If a caller sets Accept-Encoding explicitly, OpenWire leaves the response body and headers untouched so the caller owns the wire encoding semantics.

Application Cache

openwire-cache provides an application interceptor for private, in-process response caching. It currently caches replayable GET responses with explicit or conservative heuristic freshness metadata and honors the core RFC 9111 controls needed to avoid unsafe reuse:

  • request Cache-Control: no-cache, no-store, max-age=0, max-stale, min-fresh, and only-if-cached
  • request Pragma: no-cache as an HTTP/1.0 compatibility signal when Cache-Control is absent
  • response Cache-Control: public, max-age, s-maxage, must-revalidate, no-cache, and no-store
  • Expires freshness when max-age is absent
  • Age reducing remaining max-age freshness
  • Date apparent age and Last-Modified heuristic freshness when explicit freshness is absent
  • multiple stored variants for one URI through Vary matching against the original request headers, with Vary: * treated as not reusable
  • responses to authenticated requests are stored only when public, s-maxage, or must-revalidate explicitly permits it; those entries also require the original Authorization value to match even when the server did not include Authorization in Vary
  • stale stored responses with ETag or Last-Modified validators are revalidated with conditional GET requests, and 304 Not Modified responses refresh stored metadata before returning the cached body as 200 OK
  • stale stored responses are served only when the request explicitly permits them with max-stale and the cached response does not require validation
  • non-error 2xx / 3xx unsafe-method responses invalidate stored responses for the target URI, plus same-host Location and Content-Location response URIs when present
  • cached hits generate a current Age header

The cache intentionally remains conservative: it only stores 200 OK GET responses, skips responses with Set-Cookie, treats s-maxage as an authenticated-storage permit rather than private-cache freshness, and does not yet implement stale-if-error or background stale revalidation.

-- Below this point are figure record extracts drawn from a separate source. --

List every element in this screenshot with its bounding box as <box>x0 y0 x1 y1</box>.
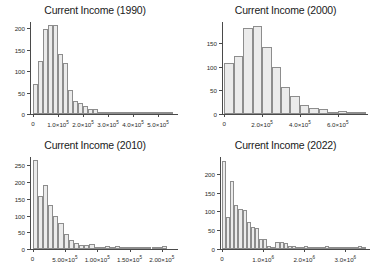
bars-container <box>30 22 178 114</box>
y-tick <box>219 114 222 115</box>
y-tick-label: 100 <box>2 68 25 75</box>
panel-title: Current Income (2000) <box>190 4 381 16</box>
y-tick-label: 100 <box>192 208 215 215</box>
histogram-bar <box>234 56 243 114</box>
histogram-bar <box>290 96 299 114</box>
panel-title: Current Income (2022) <box>190 139 381 151</box>
x-tick-label: 0 <box>223 120 226 127</box>
x-tick <box>304 249 305 252</box>
y-tick-label: 50 <box>194 87 217 94</box>
x-tick-label: 3.0×106 <box>334 255 356 263</box>
histogram-bar <box>272 67 281 114</box>
x-tick <box>345 249 346 252</box>
y-tick <box>27 249 30 250</box>
x-tick <box>300 114 301 117</box>
plot-area: 05010015020001.0×1062.0×1063.0×106 <box>220 157 370 249</box>
panel-title: Current Income (2010) <box>0 139 190 151</box>
y-tick-label: 150 <box>194 40 217 47</box>
y-tick-label: 50 <box>192 227 215 234</box>
x-tick-label: 6.0×105 <box>327 120 349 128</box>
x-tick <box>262 114 263 117</box>
histogram-bar <box>338 111 347 114</box>
x-tick-label: 0 <box>31 120 34 127</box>
y-tick <box>217 249 220 250</box>
x-tick <box>33 114 34 117</box>
x-tick <box>65 249 66 252</box>
x-tick <box>133 114 134 117</box>
x-tick <box>108 114 109 117</box>
histogram-bar <box>224 63 233 114</box>
x-tick-label: 5.00×105 <box>52 255 77 263</box>
y-tick-label: 250 <box>2 162 25 169</box>
x-tick-label: 4.0×105 <box>122 120 144 128</box>
y-tick-label: 0 <box>2 111 25 118</box>
plot-area: 05010015020001.0×1052.0×1053.0×1054.0×10… <box>30 22 178 114</box>
bars-container <box>222 22 368 114</box>
plot-area: 05010015020025005.00×1051.00×1051.50×105… <box>30 157 178 249</box>
x-tick-label: 0 <box>220 255 223 262</box>
histogram-grid: Current Income (1990) 05010015020001.0×1… <box>0 0 381 270</box>
x-tick-label: 2.0×106 <box>293 255 315 263</box>
x-tick <box>162 249 163 252</box>
x-tick <box>58 114 59 117</box>
x-axis-line <box>222 114 368 115</box>
histogram-bar <box>357 112 366 114</box>
histogram-bar <box>309 108 318 114</box>
x-axis-line <box>220 249 370 250</box>
y-tick-label: 150 <box>2 46 25 53</box>
plot-area: 05010015002.0×1054.0×1056.0×105 <box>222 22 368 114</box>
y-tick-label: 200 <box>192 170 215 177</box>
panel-title: Current Income (1990) <box>0 4 190 16</box>
y-tick-label: 150 <box>192 189 215 196</box>
y-tick-label: 100 <box>194 63 217 70</box>
x-tick-label: 5.0×105 <box>147 120 169 128</box>
x-tick <box>158 114 159 117</box>
x-tick-label: 1.00×105 <box>85 255 110 263</box>
panel-income-2000: Current Income (2000) 05010015002.0×1054… <box>190 0 381 135</box>
histogram-bar <box>262 47 271 114</box>
y-tick-label: 50 <box>2 229 25 236</box>
y-tick-label: 0 <box>194 111 217 118</box>
histogram-bar <box>319 109 328 114</box>
y-tick-label: 200 <box>2 25 25 32</box>
x-tick <box>222 249 223 252</box>
histogram-bar <box>162 246 167 249</box>
panel-income-2010: Current Income (2010) 05010015020025005.… <box>0 135 190 270</box>
x-tick <box>97 249 98 252</box>
histogram-bar <box>168 112 173 114</box>
panel-income-2022: Current Income (2022) 05010015020001.0×1… <box>190 135 381 270</box>
x-axis-line <box>30 114 178 115</box>
x-tick <box>33 249 34 252</box>
y-tick-label: 200 <box>2 179 25 186</box>
x-tick-label: 0 <box>31 255 34 262</box>
x-tick <box>263 249 264 252</box>
histogram-bar <box>328 112 337 114</box>
x-tick-label: 1.0×105 <box>47 120 69 128</box>
histogram-bar <box>300 105 309 114</box>
y-tick-label: 150 <box>2 195 25 202</box>
x-axis-line <box>30 249 178 250</box>
x-tick <box>130 249 131 252</box>
x-tick <box>83 114 84 117</box>
bars-container <box>220 157 370 249</box>
y-tick-label: 0 <box>2 246 25 253</box>
x-tick-label: 3.0×105 <box>97 120 119 128</box>
y-tick-label: 50 <box>2 89 25 96</box>
x-tick-label: 4.0×105 <box>289 120 311 128</box>
x-tick-label: 2.00×105 <box>149 255 174 263</box>
histogram-bar <box>253 26 262 114</box>
x-tick-label: 1.0×106 <box>252 255 274 263</box>
y-tick <box>27 114 30 115</box>
panel-income-1990: Current Income (1990) 05010015020001.0×1… <box>0 0 190 135</box>
x-tick <box>224 114 225 117</box>
histogram-bar <box>362 247 366 249</box>
histogram-bar <box>347 112 356 114</box>
x-tick <box>338 114 339 117</box>
x-tick-label: 2.0×105 <box>72 120 94 128</box>
x-tick-label: 1.50×105 <box>117 255 142 263</box>
x-tick-label: 2.0×105 <box>251 120 273 128</box>
y-tick-label: 100 <box>2 212 25 219</box>
y-tick-label: 0 <box>192 246 215 253</box>
histogram-bar <box>243 28 252 114</box>
histogram-bar <box>281 87 290 114</box>
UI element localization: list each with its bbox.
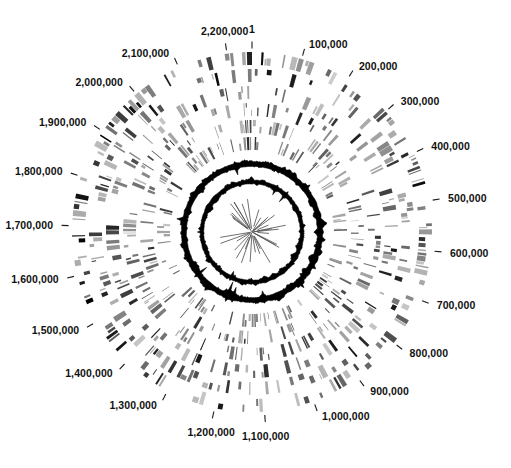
feature-segment bbox=[376, 241, 381, 245]
feature-segment bbox=[127, 235, 136, 237]
axis-tick-label: 1,400,000 bbox=[65, 367, 113, 379]
circular-genome-map: 1100,000200,000300,000400,000500,000600,… bbox=[0, 0, 511, 468]
feature-segment bbox=[253, 120, 256, 126]
axis-tick-label: 1,700,000 bbox=[5, 219, 53, 231]
feature-segment bbox=[267, 70, 272, 76]
feature-segment bbox=[123, 229, 136, 231]
feature-segment bbox=[419, 237, 425, 241]
feature-segment bbox=[351, 232, 359, 234]
feature-segment bbox=[375, 236, 381, 239]
axis-tick-mark bbox=[434, 251, 441, 252]
axis-tick-label: 200,000 bbox=[359, 60, 398, 72]
feature-segment bbox=[252, 314, 254, 327]
genome-map-canvas: 1100,000200,000300,000400,000500,000600,… bbox=[0, 0, 511, 468]
feature-segment bbox=[79, 238, 86, 242]
feature-segment bbox=[253, 371, 255, 378]
axis-tick-label: 1,200,000 bbox=[187, 426, 235, 438]
feature-segment bbox=[256, 399, 258, 406]
feature-segment bbox=[426, 223, 432, 226]
feature-segment bbox=[266, 58, 271, 66]
axis-tick-label: 900,000 bbox=[370, 385, 409, 397]
feature-segment bbox=[89, 233, 102, 237]
feature-segment bbox=[74, 204, 80, 210]
feature-segment bbox=[74, 260, 81, 267]
axis-tick-label: 400,000 bbox=[431, 140, 470, 152]
feature-segment bbox=[106, 225, 119, 230]
feature-segment bbox=[106, 230, 119, 234]
feature-segment bbox=[248, 314, 250, 321]
feature-segment bbox=[89, 244, 94, 247]
axis-tick-label: 2,000,000 bbox=[75, 76, 123, 88]
axis-tick-label: 1 bbox=[249, 23, 255, 35]
feature-segment bbox=[245, 365, 248, 373]
feature-segment bbox=[401, 213, 408, 217]
axis-tick-label: 1,100,000 bbox=[242, 430, 290, 442]
axis-tick-label: 2,200,000 bbox=[201, 25, 249, 37]
axis-tick-label: 1,000,000 bbox=[322, 410, 370, 422]
feature-segment bbox=[247, 52, 252, 65]
feature-segment bbox=[250, 120, 252, 133]
axis-tick-label: 1,900,000 bbox=[39, 116, 87, 128]
axis-tick-label: 1,800,000 bbox=[15, 165, 63, 177]
axis-tick-label: 2,100,000 bbox=[122, 47, 170, 59]
axis-tick-label: 700,000 bbox=[437, 299, 476, 311]
axis-tick-label: 300,000 bbox=[401, 95, 440, 107]
feature-segment bbox=[248, 69, 252, 82]
feature-segment bbox=[123, 233, 136, 234]
axis-tick-label: 1,500,000 bbox=[32, 324, 80, 336]
feature-segment bbox=[242, 405, 244, 412]
feature-segment bbox=[368, 229, 375, 231]
feature-segment bbox=[157, 231, 170, 234]
feature-segment bbox=[255, 69, 258, 76]
axis-tick-label: 1,600,000 bbox=[11, 273, 59, 285]
axis-tick-label: 100,000 bbox=[309, 38, 348, 50]
axis-tick-label: 800,000 bbox=[410, 347, 449, 359]
feature-segment bbox=[93, 237, 102, 241]
feature-segment bbox=[251, 110, 252, 116]
feature-segment bbox=[249, 382, 250, 395]
feature-segment bbox=[164, 234, 170, 237]
axis-tick-label: 1,300,000 bbox=[109, 399, 157, 411]
axis-tick-label: 500,000 bbox=[448, 192, 487, 204]
axis-tick-label: 600,000 bbox=[450, 247, 489, 259]
feature-segment bbox=[419, 229, 432, 234]
feature-segment bbox=[418, 243, 425, 248]
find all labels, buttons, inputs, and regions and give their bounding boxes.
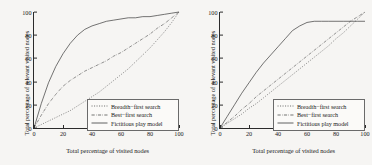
legend-item-best-first-search: Best−first search — [91, 111, 175, 120]
x-tick-label: 0 — [218, 128, 221, 137]
legend-label: Best−first search — [111, 111, 152, 118]
legend-item-fictitious-play-model: Fictitious play model — [277, 119, 361, 128]
y-tick-label: 80 — [25, 32, 34, 39]
legend: Breadth−first search Best−first search F… — [87, 99, 179, 131]
figure-two-panel-line-charts: Total percentage of relevant visited nod… — [0, 0, 372, 165]
legend-item-breadth-first-search: Breadth−first search — [277, 102, 361, 111]
y-tick-label: 20 — [25, 101, 34, 108]
legend-line-solid-icon — [91, 119, 108, 127]
legend-label: Breadth−first search — [297, 103, 346, 110]
legend-item-best-first-search: Best−first search — [277, 111, 361, 120]
y-tick-label: 60 — [211, 55, 220, 62]
x-tick-label: 0 — [32, 128, 35, 137]
legend-item-fictitious-play-model: Fictitious play model — [91, 119, 175, 128]
legend-line-solid-icon — [277, 119, 294, 127]
legend-line-dashdot-icon — [277, 111, 294, 119]
y-tick-label: 100 — [22, 9, 34, 16]
legend-label: Best−first search — [297, 111, 338, 118]
x-axis-label: Total percentage of visited nodes — [219, 147, 368, 154]
y-tick-label: 60 — [25, 55, 34, 62]
legend-label: Breadth−first search — [111, 103, 160, 110]
y-tick-label: 20 — [211, 101, 220, 108]
legend-line-dotted-icon — [91, 102, 108, 110]
y-tick-label: 80 — [211, 32, 220, 39]
legend-line-dotted-icon — [277, 102, 294, 110]
legend: Breadth−first search Best−first search F… — [273, 99, 365, 131]
right-panel: Total percentage of relevant visited nod… — [186, 0, 372, 165]
y-tick-label: 40 — [211, 78, 220, 85]
x-tick-label: 20 — [60, 128, 66, 137]
legend-item-breadth-first-search: Breadth−first search — [91, 102, 175, 111]
legend-label: Fictitious play model — [297, 120, 349, 127]
y-tick-label: 40 — [25, 78, 34, 85]
legend-label: Fictitious play model — [111, 120, 163, 127]
left-panel: Total percentage of relevant visited nod… — [0, 0, 186, 165]
y-tick-label: 100 — [208, 9, 220, 16]
x-axis-label: Total percentage of visited nodes — [33, 147, 182, 154]
legend-line-dashdot-icon — [91, 111, 108, 119]
x-tick-label: 20 — [246, 128, 252, 137]
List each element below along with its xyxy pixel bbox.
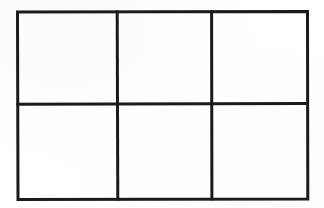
grid-figure	[0, 0, 324, 208]
grid-cell-r1-c1[interactable]	[19, 13, 115, 102]
grid-cell-r2-c2[interactable]	[120, 107, 208, 198]
grid-cell-r1-c3[interactable]	[214, 13, 306, 102]
image-canvas	[0, 0, 324, 208]
grid-cell-r1-c2[interactable]	[120, 13, 208, 102]
grid-cell-r2-c1[interactable]	[19, 107, 115, 198]
grid-drawing	[0, 0, 324, 208]
grid-horizontal-divider-1	[18, 104, 308, 105]
grid-cell-r2-c3[interactable]	[214, 107, 306, 198]
grid-vertical-divider-1	[117, 12, 118, 199]
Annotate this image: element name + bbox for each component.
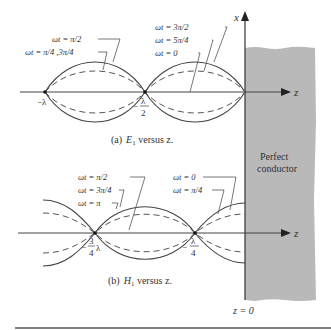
legend-b-left-2: ωt = 3π/4 (78, 185, 112, 195)
conductor-label-1: Perfect (260, 151, 289, 162)
h1-solid-lower (43, 233, 245, 266)
node-b1-den: 4 (89, 248, 94, 258)
leader-b-r2 (212, 190, 224, 214)
boundary-label: z = 0 (232, 305, 254, 316)
conductor-label-2: conductor (257, 163, 298, 174)
node-b2-den: 4 (191, 248, 196, 258)
e1-solid-upper (45, 62, 245, 92)
node-a2 (143, 90, 147, 94)
leader-a-l2 (98, 52, 107, 70)
h1-solid-upper (43, 200, 245, 233)
leader-b-r1 (203, 177, 236, 210)
x-axis-label: x (233, 11, 239, 23)
leader-a-r3 (190, 53, 200, 92)
node-b2 (193, 231, 197, 235)
caption-b: (b)H1 versus z. (108, 275, 172, 288)
node-label-minus: − (133, 101, 138, 111)
leader-a-l1 (98, 39, 120, 62)
node-label-minus-lambda: −λ (37, 97, 47, 107)
leader-b-l1 (129, 177, 145, 230)
caption-a: (a)E1 versus z. (111, 134, 173, 147)
leader-a-r2 (204, 40, 213, 71)
node-b1-minus: − (81, 242, 86, 252)
legend-b-left-1: ωt = π/2 (78, 172, 108, 182)
node-label-lambda: λ (141, 96, 146, 106)
legend-b-right-2: ωt = π/4 (173, 185, 203, 195)
node-b2-num: λ (191, 236, 196, 246)
legend-a-right-2: ωt = 5π/4 (155, 35, 189, 45)
standing-wave-diagram: x z ωt = π/2 ωt = π/4 ,3π/4 ωt = 3π/2 ωt… (0, 0, 331, 330)
node-b1 (93, 231, 97, 235)
node-b1-num: 3 (89, 236, 94, 246)
node-a1 (43, 90, 47, 94)
node-label-two: 2 (141, 108, 146, 118)
z-axis-a-label: z (293, 86, 299, 98)
legend-a-right-3: ωt = 0 (155, 48, 178, 58)
leader-a-r1 (214, 27, 227, 62)
legend-a-left-1: ωt = π/2 (52, 34, 82, 44)
h1-dashed-upper (43, 213, 245, 233)
legend-b-right-1: ωt = 0 (173, 172, 196, 182)
x-axis-arrow-icon (241, 11, 249, 21)
node-b2-minus: − (182, 242, 187, 252)
z-axis-b-label: z (293, 227, 299, 239)
legend-a-left-2: ωt = π/4 ,3π/4 (25, 47, 74, 57)
e1-dashed-upper (45, 71, 245, 92)
leader-b-l2 (119, 190, 124, 207)
legend-b-left-3: ωt = π (78, 198, 101, 208)
node-b1-lambda: λ (96, 243, 101, 253)
leader-b-l3 (112, 203, 118, 209)
legend-a-right-1: ωt = 3π/2 (155, 22, 189, 32)
h1-dashed-lower (43, 233, 245, 253)
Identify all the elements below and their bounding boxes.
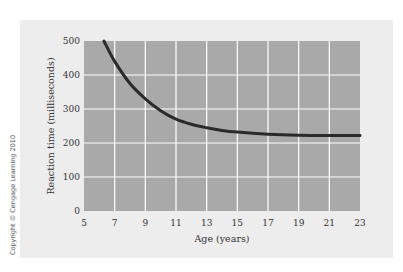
x-tick-label: 15: [232, 218, 244, 228]
copyright-notice: Copyright © Cengage Learning 2010: [9, 135, 17, 255]
x-axis-ticks: 57911131517192123: [81, 218, 366, 228]
x-tick-label: 5: [81, 218, 87, 228]
y-tick-label: 400: [63, 70, 80, 80]
y-tick-label: 200: [63, 138, 80, 148]
x-tick-label: 9: [142, 218, 148, 228]
plot-area: [84, 41, 360, 211]
y-tick-label: 500: [63, 36, 80, 46]
y-axis-ticks: 0100200300400500: [63, 36, 80, 216]
x-tick-label: 17: [262, 218, 274, 228]
x-tick-label: 23: [354, 218, 366, 228]
reaction-time-chart: 0100200300400500 57911131517192123 Age (…: [0, 0, 403, 272]
x-tick-label: 13: [201, 218, 213, 228]
y-tick-label: 100: [63, 172, 80, 182]
x-tick-label: 19: [293, 218, 305, 228]
x-tick-label: 11: [170, 218, 181, 228]
y-axis-label: Reaction time (milliseconds): [45, 57, 56, 194]
x-tick-label: 7: [112, 218, 118, 228]
y-tick-label: 300: [63, 104, 80, 114]
x-tick-label: 21: [324, 218, 335, 228]
x-axis-label: Age (years): [193, 233, 249, 244]
y-tick-label: 0: [74, 206, 80, 216]
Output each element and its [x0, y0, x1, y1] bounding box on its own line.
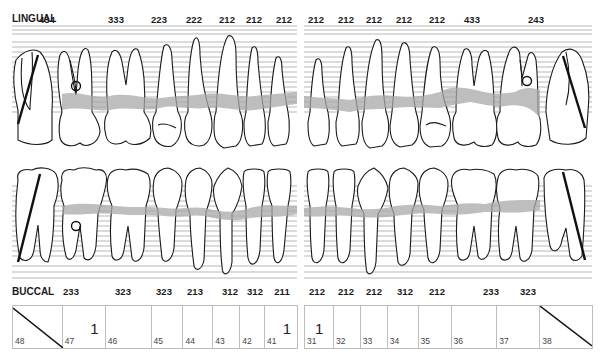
- mobility-cell-38[interactable]: 38: [540, 306, 592, 348]
- tooth-number: 36: [454, 336, 463, 346]
- tooth-44-buccal: [185, 168, 212, 269]
- tooth-number: 33: [363, 336, 372, 346]
- tooth-33-lingual: [362, 40, 389, 148]
- tooth-46-buccal: [107, 169, 150, 261]
- tooth-45-lingual: [153, 45, 182, 147]
- mobility-table-right: 13132333435363738: [304, 305, 593, 349]
- mobility-cell-42[interactable]: 42: [240, 306, 265, 348]
- tooth-34-lingual: [390, 43, 419, 147]
- mobility-cell-35[interactable]: 35: [419, 306, 452, 348]
- tooth-38-buccal: [544, 169, 585, 260]
- tooth-48-lingual: [14, 50, 53, 144]
- mobility-cell-36[interactable]: 36: [452, 306, 498, 348]
- tooth-number: 45: [154, 336, 163, 346]
- tooth-number: 34: [390, 336, 399, 346]
- tooth-37-buccal: [497, 169, 539, 261]
- tooth-number: 41: [267, 336, 276, 346]
- tooth-number: 47: [65, 336, 74, 346]
- mobility-value: 1: [283, 320, 291, 337]
- tooth-number: 43: [215, 336, 224, 346]
- mobility-table-left: 481474645444342141: [12, 305, 298, 349]
- tooth-number: 38: [542, 336, 551, 346]
- tooth-number: 35: [421, 336, 430, 346]
- tooth-number: 42: [242, 336, 251, 346]
- tooth-number: 44: [185, 336, 194, 346]
- mobility-cell-48[interactable]: 48: [13, 306, 63, 348]
- mobility-cell-41[interactable]: 141: [265, 306, 297, 348]
- tooth-35-buccal: [419, 168, 448, 263]
- tooth-number: 31: [307, 336, 316, 346]
- tooth-number: 32: [336, 336, 345, 346]
- periodontal-diagram: [0, 0, 601, 300]
- mobility-cell-43[interactable]: 43: [213, 306, 240, 348]
- tooth-number: 37: [499, 336, 508, 346]
- mobility-cell-32[interactable]: 32: [334, 306, 361, 348]
- mobility-cell-45[interactable]: 45: [152, 306, 184, 348]
- mobility-cell-33[interactable]: 33: [361, 306, 388, 348]
- mobility-value: 1: [315, 320, 323, 337]
- tooth-number: 46: [108, 336, 117, 346]
- mobility-cell-46[interactable]: 46: [106, 306, 152, 348]
- mobility-cell-44[interactable]: 44: [183, 306, 213, 348]
- tooth-number: 48: [15, 336, 24, 346]
- mobility-cell-31[interactable]: 131: [305, 306, 334, 348]
- mobility-cell-37[interactable]: 37: [497, 306, 540, 348]
- mobility-cell-47[interactable]: 147: [63, 306, 106, 348]
- mobility-cell-34[interactable]: 34: [388, 306, 419, 348]
- mobility-value: 1: [90, 320, 98, 337]
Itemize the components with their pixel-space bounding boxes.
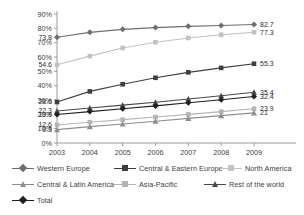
- data-point-diamond: [120, 26, 126, 32]
- data-point-square: [120, 46, 125, 51]
- legend-label: Total: [37, 196, 53, 205]
- data-point-diamond: [185, 23, 191, 29]
- x-axis-tick-label: 2007: [180, 148, 196, 157]
- series-start-value-label: 54.6: [38, 61, 52, 68]
- legend-marker-square-icon: [114, 163, 136, 173]
- series-line: [57, 64, 254, 102]
- x-axis-tick-label: 2008: [213, 148, 229, 157]
- series-end-value-label: 55.3: [260, 60, 274, 67]
- data-point-square: [55, 62, 60, 67]
- series-central-eastern-europe: [55, 61, 257, 104]
- legend-row: Total: [8, 192, 300, 208]
- x-axis-tick-label: 2004: [82, 148, 98, 157]
- data-point-square: [88, 54, 93, 59]
- series-asia-pacific: [55, 106, 257, 127]
- series-end-value-label: 32.4: [260, 93, 274, 100]
- legend-label: Asia-Pacific: [139, 180, 177, 189]
- series-start-value-label: 73.8: [38, 34, 52, 41]
- legend-marker-diamond-icon: [12, 195, 34, 205]
- legend-label: Central & Latin America: [37, 180, 114, 189]
- series-north-america: [55, 30, 257, 67]
- x-axis-tick-label: 2005: [115, 148, 131, 157]
- series-start-value-label: 19.9: [38, 111, 52, 118]
- data-point-diamond: [218, 22, 224, 28]
- x-axis-tick-label: 2003: [49, 148, 65, 157]
- data-point-square: [88, 89, 93, 94]
- series-total: [54, 94, 257, 118]
- series-end-value-label: 77.3: [260, 29, 274, 36]
- data-point-square: [55, 123, 60, 128]
- legend-marker-square-icon: [220, 163, 242, 173]
- data-point-square: [120, 82, 125, 87]
- x-axis-tick-label: 2006: [148, 148, 164, 157]
- data-point-diamond: [54, 34, 60, 40]
- x-axis-tick-label: 2009: [246, 148, 262, 157]
- legend-row: Central & Latin America Asia-Pacific Res…: [8, 176, 300, 192]
- data-point-square: [219, 66, 224, 71]
- data-point-diamond: [251, 21, 257, 27]
- legend-item-western-europe[interactable]: Western Europe: [12, 160, 90, 176]
- series-start-value-label: 12.6: [38, 121, 52, 128]
- legend-marker-diamond-icon: [12, 163, 34, 173]
- series-line: [57, 32, 254, 65]
- legend-label: Central & Eastern Europe: [139, 164, 223, 173]
- chart-container: 0%10%20%30%40%50%60%70%80%90%20032004200…: [0, 0, 304, 215]
- legend-item-total[interactable]: Total: [12, 192, 53, 208]
- data-point-square: [219, 32, 224, 37]
- data-point-square: [186, 36, 191, 41]
- chart-legend: Western Europe Central & Eastern Europe …: [8, 160, 300, 208]
- legend-marker-triangle-icon: [204, 179, 226, 189]
- series-central-latin-america: [54, 110, 257, 132]
- data-point-square: [186, 70, 191, 75]
- data-point-square: [153, 75, 158, 80]
- data-point-square: [153, 40, 158, 45]
- legend-row: Western Europe Central & Eastern Europe …: [8, 160, 300, 176]
- data-point-square: [252, 30, 257, 35]
- legend-item-central-latin-america[interactable]: Central & Latin America: [12, 176, 114, 192]
- y-axis-tick-label: 40%: [38, 81, 53, 90]
- legend-item-asia-pacific[interactable]: Asia-Pacific: [114, 176, 177, 192]
- legend-marker-triangle-icon: [12, 179, 34, 189]
- data-point-square: [252, 61, 257, 66]
- legend-item-central-eastern-europe[interactable]: Central & Eastern Europe: [114, 160, 223, 176]
- series-end-value-label: 82.7: [260, 21, 274, 28]
- y-axis-tick-label: 0%: [42, 139, 53, 148]
- y-axis-tick-label: 50%: [38, 67, 53, 76]
- legend-label: Rest of the world: [229, 180, 284, 189]
- series-start-value-label: 28.6: [38, 98, 52, 105]
- data-point-diamond: [87, 29, 93, 35]
- data-point-diamond: [153, 25, 159, 31]
- legend-item-rest-of-the-world[interactable]: Rest of the world: [204, 176, 284, 192]
- data-point-square: [55, 100, 60, 105]
- series-western-europe: [54, 21, 257, 40]
- series-end-value-label: 23.9: [260, 105, 274, 112]
- legend-marker-square-icon: [114, 179, 136, 189]
- legend-label: North America: [245, 164, 291, 173]
- legend-item-north-america[interactable]: North America: [220, 160, 291, 176]
- legend-label: Western Europe: [37, 164, 90, 173]
- y-axis-tick-label: 90%: [38, 10, 53, 19]
- y-axis-tick-label: 80%: [38, 24, 53, 33]
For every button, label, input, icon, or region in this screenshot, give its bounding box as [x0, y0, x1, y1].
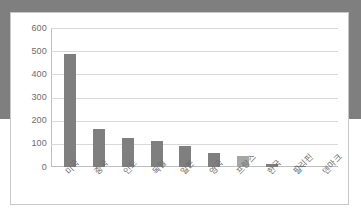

Default Transport Settings

Client::builder() currently defaults to:

  • pooled idle connection eviction after 5 minutes
  • at most 5 idle pooled connections per address
  • at most 64 in-flight requests across the client
  • at most 5 in-flight requests per address

These request and pool limits are bounded by address, not only origin host. If a caller needs the previous unbounded request-admission or idle-pool behavior, set the corresponding knobs explicitly, for example with usize::MAX.

Current Status

Today the project includes:

  • request execution through Client::execute(...) and Call::execute()
  • cancellation, execution-state handles, replayable Call::try_clone(), and queued calls through Call::enqueue()
  • application and network interceptors
  • retry, redirect, cookie, and authenticator follow-up handling
  • HTTP forward proxy, HTTPS CONNECT proxy, and SOCKS5 proxy support
  • owned HTTP/1.1 and HTTP/2 bindings via hyper::client::conn
  • connection pooling, fast fallback, and route planning
  • optional RFC 9111-oriented cache integration in openwire-cache
  • an opt-in live-network smoke suite outside the required CI path

Development

cargo check --workspace --all-targets
cargo test --workspace --all-targets
cargo bench -p openwire --bench perf_baseline -- --noplot

Optional live-network smoke suite:

cargo test -p openwire --test live_network -- --ignored --test-threads=1

This suite is opt-in, hits public internet endpoints, and is not part of the required CI gate.

The repository also provides a separate GitHub Actions workflow at .github/workflows/live-network.yml for manual dispatches and weekly scheduled runs without affecting the required CI path.

Deferred public-origin follow-ons are intentionally kept out of this baseline when they require external credentials, temporary remote resources, untrusted public proxies, or timing-sensitive assertions that public networks cannot make credible. Those follow-ons are tracked in docs/live-network-follow-ups.md.

Architecture

Detailed execution flow, transport layering, and extension boundaries are in docs/ARCHITECTURE.md.

Error-handling review, current gaps, and the long-term failure-model roadmap are tracked in docs/error-handling-roadmap.md.